Tuesday, December 04, 2007

The Suit That Alt-ed Country Music


Gram Parsons staged a collision of glam-rock, C&W, Southern gospel, and rhythm and blues that survives him, as alt-country music. A new biography shows how a glittering floral suit set him up for stardom in more ways than one.


image

Backside of “The Gilded Palace of Sin”

first LP of the Flying Burrito Brothers, 1969

Photo: Barry Feinstein

In our weekly browse through the record bin at Woolco one evening in 1969, we came upon a peculiar sight. A new LP pictured several long-haired guys (one of whom we recognized as Chris Hillman of the Byrds) standing out in the desert with vixen-models – nothing so strange about that.
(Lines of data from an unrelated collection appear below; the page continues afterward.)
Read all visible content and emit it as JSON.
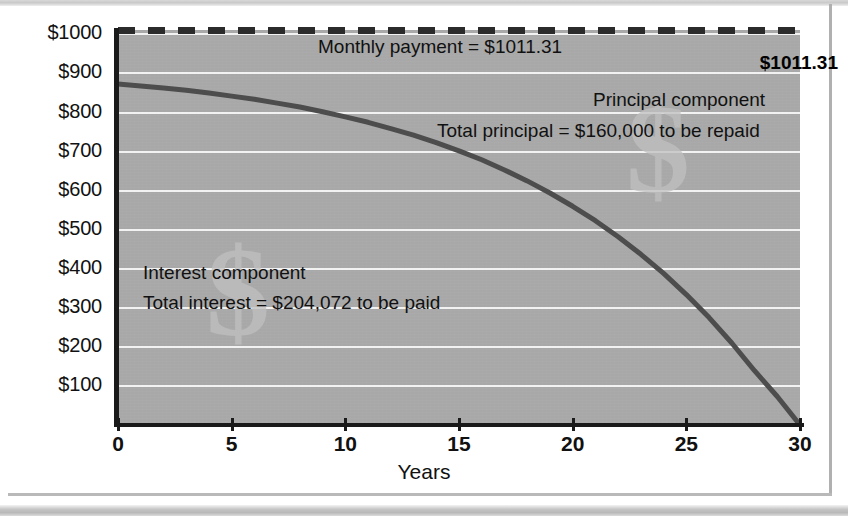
{
  "figure": {
    "background_color": "#ffffff",
    "plot_background_color": "#a8a8a8",
    "gridline_color": "#f2f2f2",
    "curve_color": "#4d4d4d",
    "dash_color": "#2b2b2b",
    "watermark_glyph": "$"
  },
  "axes": {
    "x_title": "Years",
    "y_top_label": "$1011.31"
  },
  "annotations": {
    "monthly_payment": "Monthly payment = $1011.31",
    "principal_component": "Principal component",
    "total_principal": "Total principal = $160,000 to be repaid",
    "interest_component": "Interest component",
    "total_interest": "Total interest = $204,072 to be paid"
  },
  "chart_data": {
    "type": "line",
    "title": "",
    "subtitle": "",
    "xlabel": "Years",
    "ylabel": "",
    "xlim": [
      0,
      30
    ],
    "ylim": [
      0,
      1011.31
    ],
    "grid": true,
    "legend_position": "none",
    "xticks": [
      0,
      5,
      10,
      15,
      20,
      25,
      30
    ],
    "xticklabels": [
      "0",
      "5",
      "10",
      "15",
      "20",
      "25",
      "30"
    ],
    "yticks": [
      100,
      200,
      300,
      400,
      500,
      600,
      700,
      800,
      900,
      1000,
      1011.31
    ],
    "yticklabels": [
      "$100",
      "$200",
      "$300",
      "$400",
      "$500",
      "$600",
      "$700",
      "$800",
      "$900",
      "$1000",
      "$1011.31"
    ],
    "annotations": [
      "Monthly payment = $1011.31",
      "Principal component",
      "Total principal = $160,000 to be repaid",
      "Interest component",
      "Total interest = $204,072 to be paid"
    ],
    "series": [
      {
        "name": "Monthly payment",
        "style": "dashed",
        "color": "#2b2b2b",
        "x": [
          0,
          30
        ],
        "values": [
          1011.31,
          1011.31
        ]
      },
      {
        "name": "Interest component",
        "style": "solid",
        "color": "#4d4d4d",
        "x": [
          0,
          1,
          2,
          3,
          4,
          5,
          6,
          7,
          8,
          9,
          10,
          11,
          12,
          13,
          14,
          15,
          16,
          17,
          18,
          19,
          20,
          21,
          22,
          23,
          24,
          25,
          26,
          27,
          28,
          29,
          30
        ],
        "values": [
          873,
          868,
          863,
          857,
          850,
          842,
          834,
          824,
          814,
          802,
          789,
          775,
          759,
          742,
          723,
          702,
          679,
          653,
          625,
          594,
          560,
          523,
          482,
          437,
          388,
          334,
          275,
          210,
          139,
          73,
          0
        ]
      }
    ]
  }
}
The flipped out part of it was they were dressed in glittery suits, like the stuff that country singer Buck Owens wore on television. Sure, the Beatles had put on day-glo band uniforms for Sergeant Pepper, but this was different. What were a bunch of hip musicians doing twinkling like Liberace? On second take, we noticed that the suit of one dude – the handsome one—had been decorated with sequined marijuana leaves.
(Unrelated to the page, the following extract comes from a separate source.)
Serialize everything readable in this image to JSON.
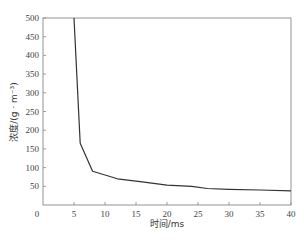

imageGram Parsons (with friend) in the destiny suit

made to order by Nudie Cohn

Photo: Barry Feinstein

We went home with “The Gilded Palace of Sin,” fire and brimstone preached with a psychedelic pedal steel guitar. Our new favorite band was The Flying Burrito Brothers, led by Gram Parsons, a redneck Beau Brummel and human train wreck. Nearly forty years later, our friend David Meyer has written a whopper biography of Parsons and the alt-country music scene Gram, in a stupor, managed to create. What makes it a Human Flower Project is this suit, now enshrined in the Country Music Museum in Nashville.

It was made by Nudie Cohn – the same tailor who dressed up Roy Rogers and the country and western singing stars. Though this was several decades before celebrity “branding,” all Nudie’s sequined ensembles were indelible. For Porter Wagner, there were glittering wagon wheels, prison bars for Webb Pierce. And for Gram Parsons, the poor little rich Southern preppie hippie addict, there would be appliqué Seconals and sequined poppies.
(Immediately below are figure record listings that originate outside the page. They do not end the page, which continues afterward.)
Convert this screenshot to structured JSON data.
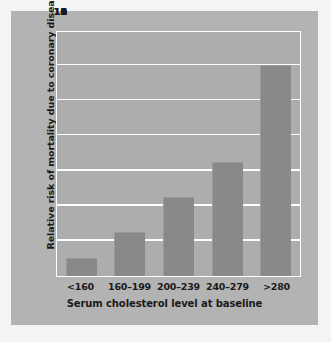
{
  "chart_data": {
    "type": "bar",
    "title": "",
    "categories": [
      "<160",
      "160–199",
      "200–239",
      "240–279",
      ">280"
    ],
    "values": [
      1.0,
      2.5,
      4.5,
      6.5,
      12.0
    ],
    "xlabel": "Serum cholesterol level at baseline",
    "ylabel": "Relative risk of mortality due to coronary disease",
    "ylim": [
      0,
      14
    ],
    "yticks": [
      0,
      2,
      4,
      6,
      8,
      10,
      12,
      14
    ],
    "ytick_labels": [
      "0",
      "2",
      "4",
      "6",
      "8",
      "10",
      "12",
      "14"
    ],
    "grid": "horizontal",
    "legend": "none",
    "colors": {
      "bar": "#898989",
      "plot_background": "#adadad",
      "panel_background": "#b3b3b3",
      "figure_background": "#f4f4f2",
      "gridline": "#ffffff",
      "text": "#1a1a1a"
    }
  }
}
In 1969, the Nudie suit looked like a devilish joke on all those rubes who wouldn’t know cannabis from cactus, an opium poppy from the San Antone rose. But when Parsons died of a morphine overdose in a motel room at Joshua Tree, age 26, the suit with sequined poppies began to look eerie – like a smuggled plea.

We think David’s book Twenty Thousand Roads is a masterful piece of work, orchestrating scores of interviews and piecing back together another time and its psyche. Way back then, to sing an anti-war song with a twang and invoke Buck Owens with pot on your breath were acts of trespassing. Among all Gram’s sins, time has forgiven—even gilded— these.